Robber barons and moonshine: This show about the road to Hades is a hell of a good time

MUSICAL THEATRE
Hadestown ★★★★
Her Majesty's Theatre, until July 6
Ancient Greek and Roman myths involving the underworld tend to agree on the ease with which mortals can find the road to hell. In Anais Mitchell's folk-musical Hadestown – a retelling of the legend of Orpheus and Eurydice, draped in a distinctly American mythos and musicality – the road becomes a railway line, and Hades a pinstripe-suited robber baron, whose train ferries denizens of jazz-age speakeasies to 'eternal overtime' in a factory at the end of the line.
The other point on which the myths agree is how difficult the underworld is to escape. As Dryden put it in his translation of Virgil's Aeneid:
The gates of hell are open night and day;
Smooth the descent, and easy is the way:
But to return, and view the cheerful skies,
In this the task and mighty labour lies.
We know that Orpheus will fail, that a fatal glance backward will condemn Eurydice to the underworld forever, but the tragic love story swells with every repetition and Christine Anu's Hermes – glam emcee in this steampunk adaptation – is determined they're going to tell it anyway.
If Hadestown is too schematic to provide much emotional depth or tragic catharsis, it is musically superior to most Broadway blockbusters.
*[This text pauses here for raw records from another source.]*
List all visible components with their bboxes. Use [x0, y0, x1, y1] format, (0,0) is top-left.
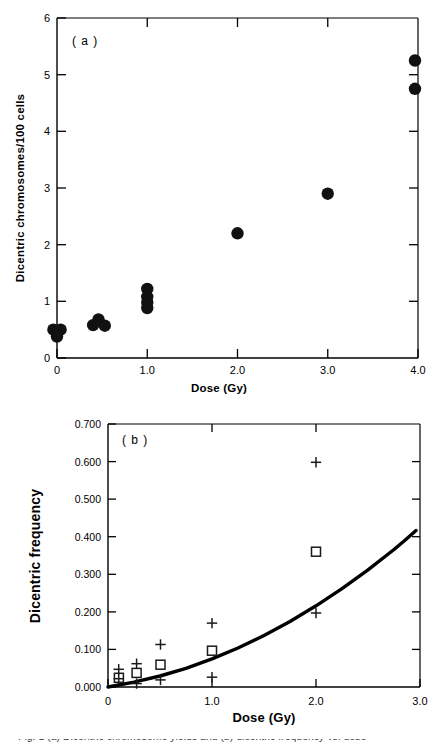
panel-b-ytick-7: 0.700	[75, 418, 101, 430]
panel-a-xtick-4: 4.0	[410, 364, 425, 376]
panel-b-y-axis-title: Dicentric frequency	[27, 489, 43, 624]
panel-a-y-ticks	[57, 18, 418, 358]
data-marker-plus	[207, 618, 217, 628]
panel-a-y-tick-labels: 0 1 2 3 4 5 6	[44, 12, 50, 364]
panel-a-ytick-5: 5	[44, 69, 50, 81]
panel-b-xtick-1: 1.0	[204, 695, 219, 707]
panel-b-axes	[108, 424, 420, 687]
data-point	[409, 83, 421, 95]
panel-b-x-axis-title-wrap: Dose (Gy)	[108, 708, 420, 726]
figure-caption: Fig. 1 (a) Dicentric chromosome yields a…	[18, 739, 366, 742]
data-point	[51, 330, 63, 342]
data-point	[322, 188, 334, 200]
panel-b-ytick-5: 0.500	[75, 493, 101, 505]
figure-caption-strip: Fig. 1 (a) Dicentric chromosome yields a…	[0, 739, 438, 749]
panel-a-ytick-1: 1	[44, 295, 50, 307]
panel-a-xtick-2: 2.0	[230, 364, 245, 376]
panel-b-ytick-1: 0.100	[75, 643, 101, 655]
data-point	[141, 302, 153, 314]
panel-a-ytick-6: 6	[44, 12, 50, 24]
panel-b-x-axis-title: Dose (Gy)	[232, 710, 295, 725]
panel-b-ytick-3: 0.300	[75, 568, 101, 580]
data-point	[409, 54, 421, 66]
figure-container: 0 1 2 3 4 5 6 0 1.0 2.0 3.0 4.0 ( a ) Di…	[0, 0, 438, 749]
data-marker-plus	[131, 659, 141, 669]
panel-b: 0.000 0.100 0.200 0.300 0.400 0.500 0.60…	[0, 390, 438, 749]
panel-b-ytick-0: 0.000	[75, 681, 101, 693]
data-marker-plus	[311, 457, 321, 467]
panel-a-x-tick-labels: 0 1.0 2.0 3.0 4.0	[54, 364, 426, 376]
panel-b-xtick-3: 3.0	[412, 695, 427, 707]
data-marker-plus	[207, 672, 217, 682]
panel-a: 0 1 2 3 4 5 6 0 1.0 2.0 3.0 4.0 ( a ) Di…	[0, 0, 438, 390]
panel-b-ytick-2: 0.200	[75, 606, 101, 618]
data-marker-square	[208, 646, 217, 655]
panel-b-x-tick-labels: 0 1.0 2.0 3.0	[105, 695, 428, 707]
panel-b-ytick-4: 0.400	[75, 531, 101, 543]
panel-b-ytick-6: 0.600	[75, 456, 101, 468]
panel-a-ytick-2: 2	[44, 239, 50, 251]
panel-a-xtick-0: 0	[54, 364, 60, 376]
panel-a-axes	[57, 18, 418, 358]
data-marker-square	[132, 668, 141, 677]
data-point	[87, 319, 99, 331]
panel-b-x-ticks	[108, 424, 420, 687]
panel-b-xtick-0: 0	[105, 695, 111, 707]
data-point	[99, 320, 111, 332]
data-marker-square	[312, 547, 321, 556]
panel-a-xtick-3: 3.0	[320, 364, 335, 376]
panel-a-ytick-3: 3	[44, 182, 50, 194]
data-marker-square	[156, 660, 165, 669]
panel-a-plot: 0 1 2 3 4 5 6 0 1.0 2.0 3.0 4.0 ( a ) Di…	[0, 0, 438, 390]
panel-b-square-markers	[114, 547, 320, 682]
panel-a-data-points	[47, 54, 421, 342]
panel-b-tag: ( b )	[122, 433, 148, 447]
fitted-curve	[108, 531, 416, 688]
panel-a-xtick-1: 1.0	[140, 364, 155, 376]
panel-b-y-tick-labels: 0.000 0.100 0.200 0.300 0.400 0.500 0.60…	[75, 418, 101, 693]
panel-b-plus-markers	[114, 457, 322, 689]
panel-b-plot: 0.000 0.100 0.200 0.300 0.400 0.500 0.60…	[0, 390, 438, 749]
panel-a-x-ticks	[57, 18, 418, 358]
data-marker-plus	[155, 639, 165, 649]
data-point	[231, 227, 243, 239]
panel-a-y-axis-title: Dicentric chromosomes/100 cells	[14, 94, 26, 282]
panel-a-ytick-0: 0	[44, 352, 50, 364]
panel-a-tag: ( a )	[72, 34, 98, 48]
panel-b-xtick-2: 2.0	[308, 695, 323, 707]
panel-a-ytick-4: 4	[44, 125, 50, 137]
panel-b-y-ticks	[108, 424, 420, 687]
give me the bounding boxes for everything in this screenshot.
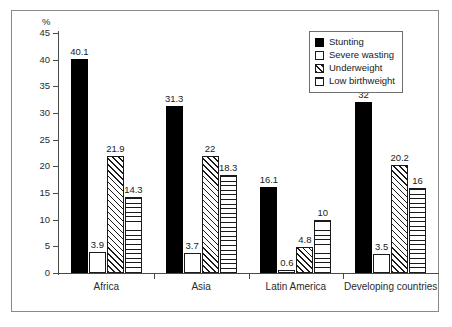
y-tick-label: 40	[12, 55, 50, 65]
y-tick-label: 35	[12, 81, 50, 91]
y-tick-mark	[53, 113, 58, 114]
x-axis-label: Asia	[154, 282, 249, 292]
bar-value-label: 16.1	[254, 175, 283, 185]
legend-swatch-icon	[315, 77, 324, 86]
bar-value-label: 40.1	[65, 47, 94, 57]
legend-item: Severe wasting	[315, 49, 395, 61]
y-tick-mark	[53, 140, 58, 141]
x-axis-label: Africa	[59, 282, 154, 292]
x-tick-mark	[154, 274, 155, 279]
chart-figure: % 051015202530354045 40.13.921.914.331.3…	[11, 10, 439, 312]
y-tick-label: 30	[12, 108, 50, 118]
legend-item: Low birthweight	[315, 75, 395, 87]
bar-low-birthweight	[220, 175, 237, 273]
legend-item-label: Stunting	[329, 37, 364, 47]
bar-underweight	[202, 156, 219, 273]
bar-low-birthweight	[125, 197, 142, 273]
bar-value-label: 16	[403, 176, 432, 186]
bar-low-birthweight	[409, 188, 426, 273]
legend-swatch-icon	[315, 38, 324, 47]
bar-value-label: 14.3	[119, 185, 148, 195]
bar-value-label: 21.9	[101, 144, 130, 154]
y-tick-mark	[53, 166, 58, 167]
y-tick-mark	[53, 273, 58, 274]
bar-value-label: 22	[196, 144, 225, 154]
y-tick-label: 10	[12, 215, 50, 225]
y-tick-label: 15	[12, 188, 50, 198]
y-tick-mark	[53, 33, 58, 34]
x-axis-label: Developing countries	[343, 282, 438, 292]
legend-item: Stunting	[315, 36, 395, 48]
bar-value-label: 18.3	[214, 163, 243, 173]
y-axis-unit-label: %	[42, 17, 50, 27]
y-tick-label: 20	[12, 161, 50, 171]
chart-legend: StuntingSevere wastingUnderweightLow bir…	[309, 31, 403, 93]
legend-item-label: Low birthweight	[329, 76, 395, 86]
y-tick-label: 45	[12, 28, 50, 38]
y-tick-mark	[53, 220, 58, 221]
x-tick-mark	[343, 274, 344, 279]
x-tick-mark	[249, 274, 250, 279]
y-tick-label: 25	[12, 135, 50, 145]
y-tick-mark	[53, 246, 58, 247]
bar-value-label: 31.3	[160, 94, 189, 104]
bar-underweight	[296, 247, 313, 273]
bar-underweight	[107, 156, 124, 273]
bar-severe-wasting	[89, 252, 106, 273]
legend-item-label: Underweight	[329, 63, 382, 73]
y-tick-mark	[53, 60, 58, 61]
legend-swatch-icon	[315, 51, 324, 60]
y-tick-mark	[53, 193, 58, 194]
y-tick-label: 5	[12, 241, 50, 251]
legend-item: Underweight	[315, 62, 395, 74]
bar-severe-wasting	[278, 270, 295, 273]
y-tick-label: 0	[12, 268, 50, 278]
bar-low-birthweight	[314, 220, 331, 273]
legend-item-label: Severe wasting	[329, 50, 394, 60]
bar-value-label: 10	[308, 208, 337, 218]
bar-severe-wasting	[373, 254, 390, 273]
bar-value-label: 20.2	[385, 153, 414, 163]
legend-swatch-icon	[315, 64, 324, 73]
bar-severe-wasting	[184, 253, 201, 273]
y-tick-mark	[53, 86, 58, 87]
x-axis-label: Latin America	[249, 282, 344, 292]
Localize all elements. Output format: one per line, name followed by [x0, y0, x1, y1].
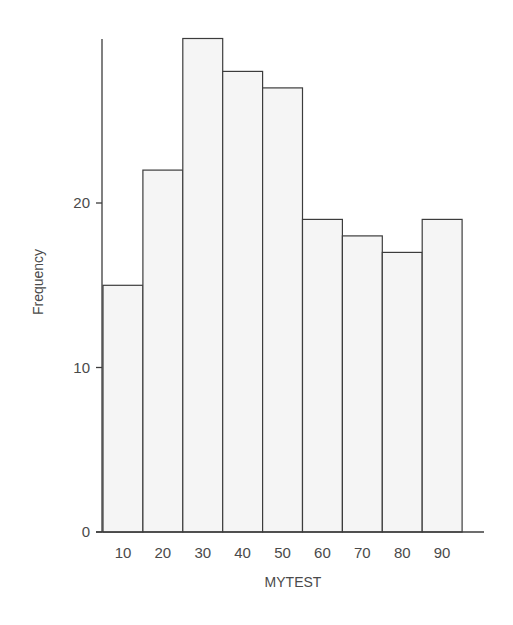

This production delivers Mitchell's score (which started as a concept album and bloomed into a stage show) with propulsive catchiness and assurance.
It's usually billed as a folk-musical, though the range of popular music referenced is much wider than that term suggests.
Anu unleashes brassiness for the opening scene-setter, Road to Hell. Adrian Tamburini's Hades has a gravelly, embittered bass with dark country vibes going on – infernal shades of Johnny Cash or Nick Cave or even Tom Waits lurking in the low notes.